Review:
Amazon Significant Seven, January 2008: It's not the first time a story like this has been told: a '60s radical-turned-terrorist, living quietly under a new name with a family that doesn't know his history, finds his past about to catch up with him. But Hari Kunzru's novel, My Revolutions, feels fresh on every page. Not from the over-the-top pyrotechnics that brought so much attention to his precocious debut, The Impressionist, but from a thorough fictional imagination that gives every scene and every character the rich strangeness of reality. It's a grownup story of a youth lived at the edge (and a life spent in its shadow), which makes an emblematic tale of a generation feel irreducibly individual. --Tom Nissley
About the Author:
Hari Kunzru is the author of The Impressionist, Transmission, and the short story collection Noise.
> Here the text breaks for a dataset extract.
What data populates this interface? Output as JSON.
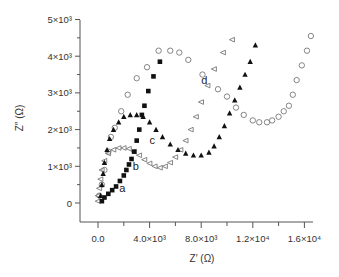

He was named one of Granta’s “Twenty Best Fiction Writers Under Forty.” The Impressionist was a Los Angeles Times Book Prize finalist; was shortlisted for The Guardian First Book Award, the Whitbread First Novel Award, and a British Book Award; and was one of Publishers Weekly’s Best Novels of 2002. Kunzru is a contributing editor of Mute magazine and sits on the executive council of English PEN . He has written for a variety of international publications, including The New York Times, The New Yorker, The Guardian, The Daily Telegraph, The London Review of Books, and Wired.